Sony’s London Studio closes as live service pivot reshapes PlayStation’s first‑party lineup

Sony has confirmed the closure of London Studio, the long‑running developer behind SingStar, EyeToy and the PS VR title Blood & Truth. The decision is part of a wider restructuring of PlayStation’s first‑party portfolio that leans more heavily into big, live service projects and fewer experimental bets.
For players, the news highlights how quickly the landscape is changing inside major platform holders. It also raises fresh questions about what kinds of games Sony will back in the coming years, especially in Europe.
What Sony’s restructuring means in practice
The shutdown of London Studio follows previously announced staff reductions across Sony Interactive Entertainment and several of its teams in Europe and North America. In public statements, Sony has framed the moves as a response to rising development costs and the need to focus on “fewer, more impactful” titles.
In practical terms, that usually means concentrating on brands that can sustain multi‑year revenue: ongoing multiplayer games, heavy post‑launch support, cosmetics and battle passes, or cross‑media franchises that stretch across film and TV. Smaller, experimental projects and mid‑sized new IP are typically the first to feel pressure in such a shift.
A studio known for experimentation and hardware showcases
London Studio was one of Sony’s most flexible internal teams. It often acted as a testing ground for new hardware features, from EyeToy on PlayStation 2 and PlayStation Move on PlayStation 3 to early PS VR experiences on PlayStation 4. Its games were rarely the biggest sellers in the portfolio, but they frequently demonstrated what Sony’s hardware could do.
Blood & Truth in particular was praised by VR players for its high production values and cinematic action that helped show PS VR could deliver more than short tech demos. More recently, the studio had been working on an unannounced online co‑op game set in a fantasy version of London, which now appears to be cancelled.
Fewer bets, bigger budgets

The closure aligns with a broader industry trend. Over the last two years, multiple global publishers have re‑evaluated their pipelines and shelved long‑running but niche franchises. At the same time, development budgets for top tier games have risen sharply, with some blockbusters reportedly costing hundreds of millions of dollars to build and market.
As those budgets climb, internal studios are increasingly expected to aim for massive audience reach and recurring revenue. Riskier or more experimental projects, even when well liked, often struggle to clear that bar. That tension is particularly visible at platform holders, which must juggle hardware needs, brand identity and financial targets all at once.
Impact for players in Europe and beyond
For European PlayStation fans, the loss of London Studio narrows the region’s first‑party footprint. While Sony still has major teams in countries like the United Kingdom and the Netherlands, one of its longest‑serving experimental hubs is now gone. That may mean fewer games built specifically around European cultures, cities or television formats like the karaoke and quiz shows that inspired some of the studio’s past work.
Globally, the ripple effect for players is subtler but still important. Fewer internal teams means fewer perspectives feeding into Sony’s slate as a whole. It could result in a first‑party lineup that leans even more on cinematic action adventures and a small number of large live service projects, with less variety around the edges.
What to watch next for PlayStation’s lineup

Looking ahead, several threads are worth following. Sony has multiple multiplayer and service‑oriented games in development, some based on existing franchises and others on new IP. How those titles perform will influence whether the company continues to double down on this direction or readjusts toward more diverse, smaller‑scale projects.
Players should also watch how Sony supports PS VR2 after the loss of one of its VR‑friendly studios. Third‑party partnerships can fill some of the gap, but internal champions often play a key role in keeping experimental hardware in the spotlight through bespoke software.
How players can respond
For those concerned about variety in the PlayStation ecosystem, the most direct signal remains clear: what you choose to play and buy. Smaller games, experimental projects and VR titles that find engaged audiences are easier for publishers to justify, even in a tight market.
At the same time, the reality of long development cycles means it will take years for the full impact of today’s restructuring to show in store shelves and digital libraries. The games arriving over the next two to three years largely reflect decisions made long before this latest wave of changes.
For now, London Studio’s closure marks the end of a distinctive chapter in PlayStation history. It also underlines a central tension in modern game development: how to balance the financial demands of blockbuster production with the creative risk taking that made many beloved series possible in the first place.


> YOUR GOAL
From the data below, return the exact lines starting at the line containing "Describe the element at coordinates (327, 138)" and ending at the line containing "This screenshot has width=1018, height=694.", both included, and nothing else.

__________________________________________________

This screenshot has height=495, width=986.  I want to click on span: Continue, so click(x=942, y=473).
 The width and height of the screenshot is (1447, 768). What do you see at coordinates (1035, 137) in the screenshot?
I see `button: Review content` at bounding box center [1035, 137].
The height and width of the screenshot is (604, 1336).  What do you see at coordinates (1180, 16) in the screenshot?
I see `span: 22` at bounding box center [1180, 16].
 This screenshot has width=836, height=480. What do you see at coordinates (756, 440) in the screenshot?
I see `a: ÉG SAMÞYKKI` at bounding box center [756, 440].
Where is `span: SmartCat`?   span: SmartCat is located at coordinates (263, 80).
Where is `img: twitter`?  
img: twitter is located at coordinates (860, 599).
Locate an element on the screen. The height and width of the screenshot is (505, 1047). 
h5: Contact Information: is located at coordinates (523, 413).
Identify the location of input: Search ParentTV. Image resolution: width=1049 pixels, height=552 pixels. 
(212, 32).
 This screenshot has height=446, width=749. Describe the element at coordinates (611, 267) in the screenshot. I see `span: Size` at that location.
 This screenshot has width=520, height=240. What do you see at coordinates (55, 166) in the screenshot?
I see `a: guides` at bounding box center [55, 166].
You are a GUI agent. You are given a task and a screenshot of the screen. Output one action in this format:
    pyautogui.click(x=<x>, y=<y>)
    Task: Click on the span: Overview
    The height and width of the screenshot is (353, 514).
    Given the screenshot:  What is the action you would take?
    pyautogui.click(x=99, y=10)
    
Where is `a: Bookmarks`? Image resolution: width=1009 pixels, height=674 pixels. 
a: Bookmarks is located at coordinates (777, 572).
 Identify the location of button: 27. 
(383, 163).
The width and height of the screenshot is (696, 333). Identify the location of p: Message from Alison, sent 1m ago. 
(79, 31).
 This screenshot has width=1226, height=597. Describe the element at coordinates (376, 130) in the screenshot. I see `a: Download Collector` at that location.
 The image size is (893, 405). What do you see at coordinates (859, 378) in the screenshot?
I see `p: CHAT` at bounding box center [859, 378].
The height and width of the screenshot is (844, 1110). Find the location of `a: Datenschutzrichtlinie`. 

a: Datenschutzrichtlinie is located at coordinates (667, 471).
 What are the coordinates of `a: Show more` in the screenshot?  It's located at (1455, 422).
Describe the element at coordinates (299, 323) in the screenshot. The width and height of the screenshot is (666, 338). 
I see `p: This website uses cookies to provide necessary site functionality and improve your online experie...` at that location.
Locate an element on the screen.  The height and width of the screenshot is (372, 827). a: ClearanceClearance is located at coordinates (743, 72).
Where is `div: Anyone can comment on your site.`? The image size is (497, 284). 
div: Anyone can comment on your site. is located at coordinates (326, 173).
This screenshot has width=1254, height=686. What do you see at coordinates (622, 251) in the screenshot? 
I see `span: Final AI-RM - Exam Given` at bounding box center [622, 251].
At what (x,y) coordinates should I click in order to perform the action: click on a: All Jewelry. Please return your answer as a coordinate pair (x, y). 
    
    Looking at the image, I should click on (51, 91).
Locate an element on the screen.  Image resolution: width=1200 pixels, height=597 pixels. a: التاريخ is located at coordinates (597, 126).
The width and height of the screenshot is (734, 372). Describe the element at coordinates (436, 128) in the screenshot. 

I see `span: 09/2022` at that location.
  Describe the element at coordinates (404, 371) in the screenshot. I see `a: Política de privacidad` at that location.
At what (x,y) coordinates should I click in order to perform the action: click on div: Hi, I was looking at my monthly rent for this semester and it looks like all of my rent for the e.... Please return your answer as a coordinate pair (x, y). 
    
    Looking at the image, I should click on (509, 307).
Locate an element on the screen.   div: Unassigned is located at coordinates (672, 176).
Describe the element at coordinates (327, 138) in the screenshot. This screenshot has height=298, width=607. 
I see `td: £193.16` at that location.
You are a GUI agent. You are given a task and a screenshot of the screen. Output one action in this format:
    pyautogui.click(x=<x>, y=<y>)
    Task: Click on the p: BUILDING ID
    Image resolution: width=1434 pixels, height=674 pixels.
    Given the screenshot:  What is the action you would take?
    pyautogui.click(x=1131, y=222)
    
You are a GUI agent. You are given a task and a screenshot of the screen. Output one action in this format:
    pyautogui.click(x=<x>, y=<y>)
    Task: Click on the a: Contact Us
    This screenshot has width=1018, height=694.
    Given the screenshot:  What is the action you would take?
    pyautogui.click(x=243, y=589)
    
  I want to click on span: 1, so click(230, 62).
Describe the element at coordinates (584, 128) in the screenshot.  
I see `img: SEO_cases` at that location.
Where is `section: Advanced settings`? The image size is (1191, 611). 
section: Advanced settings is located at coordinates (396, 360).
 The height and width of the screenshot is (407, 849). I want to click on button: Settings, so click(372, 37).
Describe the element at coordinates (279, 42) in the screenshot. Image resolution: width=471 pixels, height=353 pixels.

__________________________________________________

> EXPECTED OUTPUT
Describe the element at coordinates (327, 138) in the screenshot. This screenshot has height=298, width=607. 
I see `td: £193.16` at that location.
You are a GUI agent. You are given a task and a screenshot of the screen. Output one action in this format:
    pyautogui.click(x=<x>, y=<y>)
    Task: Click on the p: BUILDING ID
    Image resolution: width=1434 pixels, height=674 pixels.
    Given the screenshot:  What is the action you would take?
    pyautogui.click(x=1131, y=222)
    
You are a GUI agent. You are given a task and a screenshot of the screen. Output one action in this format:
    pyautogui.click(x=<x>, y=<y>)
    Task: Click on the a: Contact Us
    This screenshot has width=1018, height=694.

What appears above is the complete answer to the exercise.